Police feared there could be another gunman roaming the hotel, armed with automatic weapons. Officers and guards moved through the hotel, evacuating guests and clearing the way for SWAT teams to arrive.
Officers descended on movie theaters, casino floors and the Sports Book Grill, hoping to protect tourists and gamblers from another attack.
“Be advised, we’re getting multiple calls about shooters at multiple locations,” a dispatcher said at 11:15 p.m.
Pedestrians on the Strip described an older white man in fatigues with a black bag hiding in a mobile home at a Motel 6. Tourists at the New York-New York and the Tropicana hotels reported hearing shots. All those reports were false.

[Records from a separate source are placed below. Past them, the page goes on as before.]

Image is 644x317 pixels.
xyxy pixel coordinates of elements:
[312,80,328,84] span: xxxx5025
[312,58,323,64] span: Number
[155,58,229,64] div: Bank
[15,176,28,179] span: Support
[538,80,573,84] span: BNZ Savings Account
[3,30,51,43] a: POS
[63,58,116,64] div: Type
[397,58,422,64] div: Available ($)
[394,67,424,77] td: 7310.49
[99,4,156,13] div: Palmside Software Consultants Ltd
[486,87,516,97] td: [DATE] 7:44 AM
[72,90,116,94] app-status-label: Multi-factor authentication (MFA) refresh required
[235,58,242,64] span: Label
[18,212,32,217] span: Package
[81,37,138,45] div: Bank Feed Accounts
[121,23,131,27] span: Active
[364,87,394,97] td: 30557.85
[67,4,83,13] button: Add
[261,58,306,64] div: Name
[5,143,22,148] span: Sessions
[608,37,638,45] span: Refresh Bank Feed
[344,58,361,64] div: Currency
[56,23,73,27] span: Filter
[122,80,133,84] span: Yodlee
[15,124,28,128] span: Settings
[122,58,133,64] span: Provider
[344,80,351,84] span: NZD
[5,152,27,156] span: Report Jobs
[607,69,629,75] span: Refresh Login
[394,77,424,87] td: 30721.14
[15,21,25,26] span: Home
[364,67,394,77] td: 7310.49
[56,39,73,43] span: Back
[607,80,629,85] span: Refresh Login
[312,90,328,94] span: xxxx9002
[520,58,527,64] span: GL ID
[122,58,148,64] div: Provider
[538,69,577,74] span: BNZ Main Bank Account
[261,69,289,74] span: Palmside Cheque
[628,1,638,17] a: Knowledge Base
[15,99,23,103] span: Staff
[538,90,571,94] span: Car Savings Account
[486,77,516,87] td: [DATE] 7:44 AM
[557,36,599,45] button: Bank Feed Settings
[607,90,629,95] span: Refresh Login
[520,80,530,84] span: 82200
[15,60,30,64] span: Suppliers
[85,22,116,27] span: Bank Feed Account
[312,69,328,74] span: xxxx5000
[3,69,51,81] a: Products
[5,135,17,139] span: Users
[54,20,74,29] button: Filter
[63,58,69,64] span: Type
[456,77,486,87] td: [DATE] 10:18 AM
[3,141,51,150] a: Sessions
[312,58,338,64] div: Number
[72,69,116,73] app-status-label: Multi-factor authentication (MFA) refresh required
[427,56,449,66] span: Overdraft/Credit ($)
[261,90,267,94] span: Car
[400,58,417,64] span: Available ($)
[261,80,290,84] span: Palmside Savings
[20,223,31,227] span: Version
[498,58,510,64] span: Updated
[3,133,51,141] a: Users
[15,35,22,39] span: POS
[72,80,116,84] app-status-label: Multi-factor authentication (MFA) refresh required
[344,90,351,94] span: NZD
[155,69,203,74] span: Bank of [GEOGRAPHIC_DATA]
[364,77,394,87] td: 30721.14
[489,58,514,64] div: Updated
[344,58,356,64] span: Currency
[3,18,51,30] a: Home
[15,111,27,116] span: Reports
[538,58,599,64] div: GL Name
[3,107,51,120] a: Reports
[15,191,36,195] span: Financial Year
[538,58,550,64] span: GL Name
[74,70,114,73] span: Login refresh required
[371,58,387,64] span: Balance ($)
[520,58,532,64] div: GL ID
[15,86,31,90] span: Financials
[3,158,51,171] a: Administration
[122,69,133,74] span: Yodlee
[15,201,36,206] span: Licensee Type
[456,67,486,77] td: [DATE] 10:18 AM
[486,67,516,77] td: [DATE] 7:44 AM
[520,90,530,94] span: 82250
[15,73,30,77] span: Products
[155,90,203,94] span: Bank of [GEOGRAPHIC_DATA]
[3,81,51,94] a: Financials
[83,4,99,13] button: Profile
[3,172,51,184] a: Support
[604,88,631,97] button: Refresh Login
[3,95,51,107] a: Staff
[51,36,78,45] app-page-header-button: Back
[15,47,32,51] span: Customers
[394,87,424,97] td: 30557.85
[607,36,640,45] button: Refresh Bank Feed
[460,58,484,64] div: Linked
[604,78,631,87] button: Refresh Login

It’s common for anyone under fire to report “shadow or ghost sightings,” Heal said. Witnesses can see anyone with a gun — including a police officer — as a possible shooter, he said, adding to the confusion.
By then, two SWAT teams had gathered at the valet stand at Mandalay Bay, and a third was headed upstairs.
As the officers converged in the 32nd floor, they heard no sound from Paddock’s room. A SWAT officer switched on his radio.
“We’re gonna sit on the suspect’s door,” he said. “I need everybody in that hallway to be aware of it and get back. We need to pop this and see if we can get any type of response from this guy.”
Five seconds passed. Then, one officer radioed, “Breach, breach, breach!” and an explosion rattled the hallway.
Five minutes later, a SWAT officer turned on his radio to report that Paddock was dead in his room. He is believed to have committed suicide before officers entered, but the timing of his death is still unclear.
“There is one down,” the officer said. “One suspect down in 135, floor 32, Mandalay Bay. I have the floor.”
Staff writer Cindy Carcamo also contributed to this report.